Monitoring & Observability
Emit metrics (RED/USE), structured JSON logs, and distributed traces from day one. Wire dashboards and alerts to SLOs you actually care about — error rate, latency, saturation — not vanity metrics.
Logging
Log with correlation IDs, never log secrets or PII, and centralize logs (ELK, Loki, CloudWatch). Use levels deliberately: INFO for state changes, WARN for recoverable issues, ERROR for incidents.
Security
Apply least-privilege IAM, rotate secrets through a vault, validate every input, and patch dependencies on a schedule. For HTTP services, enable TLS everywhere and set sensible security headers.
Testing
Layer unit, integration, and contract tests. Run them in CI on every PR, and add smoke tests post-deploy. For Software Design & Architecture systems, also run chaos and load tests before a major release.
Reliability & Rollouts
Ship with health checks, readiness probes, graceful shutdown, and a rollback strategy. Prefer canary or blue/green deploys over big-bang releases.
Questions
Frequently asked questions
Is this tutorial up to date?
Yes. This tutorial was last reviewed and updated on May 25, 2026. We revisit popular Software Design & Architecture tutorials regularly to keep them aligned with current best practices.
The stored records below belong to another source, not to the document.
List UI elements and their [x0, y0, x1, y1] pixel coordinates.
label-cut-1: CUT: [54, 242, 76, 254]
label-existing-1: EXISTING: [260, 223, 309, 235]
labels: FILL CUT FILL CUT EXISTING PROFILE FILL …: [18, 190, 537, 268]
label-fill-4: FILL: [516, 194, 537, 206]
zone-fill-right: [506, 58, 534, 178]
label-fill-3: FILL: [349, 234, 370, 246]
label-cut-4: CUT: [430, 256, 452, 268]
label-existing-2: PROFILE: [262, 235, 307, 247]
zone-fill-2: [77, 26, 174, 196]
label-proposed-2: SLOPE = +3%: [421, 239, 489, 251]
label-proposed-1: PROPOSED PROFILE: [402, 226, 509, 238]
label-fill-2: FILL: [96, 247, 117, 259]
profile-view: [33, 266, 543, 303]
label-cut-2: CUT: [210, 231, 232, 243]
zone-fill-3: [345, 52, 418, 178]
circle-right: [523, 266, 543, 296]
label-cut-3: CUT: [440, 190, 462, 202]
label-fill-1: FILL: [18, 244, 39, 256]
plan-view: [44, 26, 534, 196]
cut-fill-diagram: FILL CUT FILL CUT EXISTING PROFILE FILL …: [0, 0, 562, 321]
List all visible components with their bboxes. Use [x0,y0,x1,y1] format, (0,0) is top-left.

What level is this tutorial aimed at?
It is written for working developers with some backend experience. Beginners can still follow along, and senior engineers will find production-grade patterns and trade-off discussions.
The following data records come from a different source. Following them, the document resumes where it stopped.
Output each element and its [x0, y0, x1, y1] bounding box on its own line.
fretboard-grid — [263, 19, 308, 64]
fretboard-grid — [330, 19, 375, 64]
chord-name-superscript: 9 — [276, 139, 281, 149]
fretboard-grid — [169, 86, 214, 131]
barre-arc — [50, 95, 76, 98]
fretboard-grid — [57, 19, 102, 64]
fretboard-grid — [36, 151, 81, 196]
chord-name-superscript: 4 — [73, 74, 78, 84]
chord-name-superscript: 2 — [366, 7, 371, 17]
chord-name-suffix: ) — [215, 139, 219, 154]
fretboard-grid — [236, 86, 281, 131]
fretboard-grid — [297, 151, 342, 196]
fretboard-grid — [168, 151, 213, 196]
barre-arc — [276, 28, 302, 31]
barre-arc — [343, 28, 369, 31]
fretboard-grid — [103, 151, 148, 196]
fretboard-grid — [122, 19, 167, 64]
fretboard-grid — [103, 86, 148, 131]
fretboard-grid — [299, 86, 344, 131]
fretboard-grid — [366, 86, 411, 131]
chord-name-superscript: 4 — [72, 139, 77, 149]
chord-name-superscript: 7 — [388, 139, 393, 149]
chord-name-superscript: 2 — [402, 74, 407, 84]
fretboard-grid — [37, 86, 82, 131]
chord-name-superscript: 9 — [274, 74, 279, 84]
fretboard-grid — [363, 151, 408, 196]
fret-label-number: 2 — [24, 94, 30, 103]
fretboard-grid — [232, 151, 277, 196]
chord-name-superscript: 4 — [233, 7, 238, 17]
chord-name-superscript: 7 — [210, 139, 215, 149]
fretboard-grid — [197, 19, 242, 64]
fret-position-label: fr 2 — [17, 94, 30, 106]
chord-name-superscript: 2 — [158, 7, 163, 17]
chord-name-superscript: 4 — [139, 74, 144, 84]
Do I need to follow every step in order?
The walkthrough is sequential because each step depends on the previous one. If you only need a specific concept, the table of contents at the top of the article lets you jump straight to that section.
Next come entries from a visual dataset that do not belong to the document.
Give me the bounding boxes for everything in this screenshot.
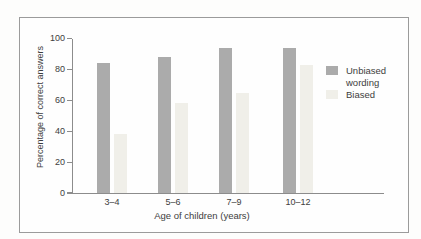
x-tick-label: 5–6 xyxy=(151,197,195,208)
y-tick-mark xyxy=(67,38,72,39)
y-axis-line xyxy=(72,39,73,194)
y-tick-mark xyxy=(67,69,72,70)
y-tick-label: 40 xyxy=(34,126,65,137)
x-tick-label: 10–12 xyxy=(276,197,320,208)
bar-unbiased-wording-7-9 xyxy=(219,48,232,193)
y-tick-label: 80 xyxy=(34,64,65,75)
legend-swatch-biased xyxy=(326,90,338,99)
x-axis-line xyxy=(72,193,384,194)
bar-unbiased-wording-10-12 xyxy=(283,48,296,193)
figure-frame: Percentage of correct answers 0204060801… xyxy=(19,17,409,233)
y-tick-mark xyxy=(67,162,72,163)
y-tick-label: 60 xyxy=(34,95,65,106)
bar-biased-5-6 xyxy=(175,103,188,193)
figure-page: Percentage of correct answers 0204060801… xyxy=(0,0,421,239)
legend-item-biased: Biased xyxy=(326,89,404,101)
legend-label-unbiased-wording: Unbiased wording xyxy=(346,65,404,88)
legend-swatch-unbiased-wording xyxy=(326,66,338,75)
y-tick-mark xyxy=(67,192,72,193)
x-axis-title: Age of children (years) xyxy=(72,210,332,221)
x-tick-label: 7–9 xyxy=(212,197,256,208)
legend-label-biased: Biased xyxy=(346,89,404,101)
plot-area: 0204060801003–45–67–910–12 xyxy=(20,18,408,232)
y-tick-label: 0 xyxy=(34,188,65,199)
y-tick-mark xyxy=(67,131,72,132)
bar-biased-10-12 xyxy=(300,65,313,193)
bar-biased-3-4 xyxy=(114,134,127,193)
y-tick-label: 20 xyxy=(34,157,65,168)
x-tick-label: 3–4 xyxy=(90,197,134,208)
legend-item-unbiased-wording: Unbiased wording xyxy=(326,65,404,88)
y-tick-label: 100 xyxy=(34,33,65,44)
bar-biased-7-9 xyxy=(236,93,249,193)
bar-unbiased-wording-3-4 xyxy=(97,63,110,193)
y-tick-mark xyxy=(67,100,72,101)
bar-unbiased-wording-5-6 xyxy=(158,57,171,193)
Where can I find the source code?
Code samples are inlined in the tutorial. When a companion repository is published it will be linked at the top of this page.
Go deeper
Further reading
More From the Channel
Follow the full tutorial series on YouTube
The MasterLabSystems channel publishes in-depth, project-based tutorials on Java, Spring Boot, microservices, Docker, Kubernetes, AWS and DevOps — the same topics covered on this site, with full code walkthroughs.
Stay in the Loop
Get the next tutorial in your inbox
next tutorial →
Domain-Driven Design (DDD) with Spring Boot — Practical Guide for Real Systems
Related tutorials
Essential Software Design Principles Every Developer Should Know
A practical overview of the design principles that separate junior and senior engineers — DRY, KISS, YAGNI, SOLID, separation of concerns and more.
DRY, KISS, and YAGNI Explained
Three short acronyms that prevent most over-engineering — what DRY, KISS and YAGNI mean and how to apply them without going too far.
Composition Over Inheritance in Java
Why Java developers should prefer composition over inheritance — with side-by-side refactoring examples that show why composition scales better.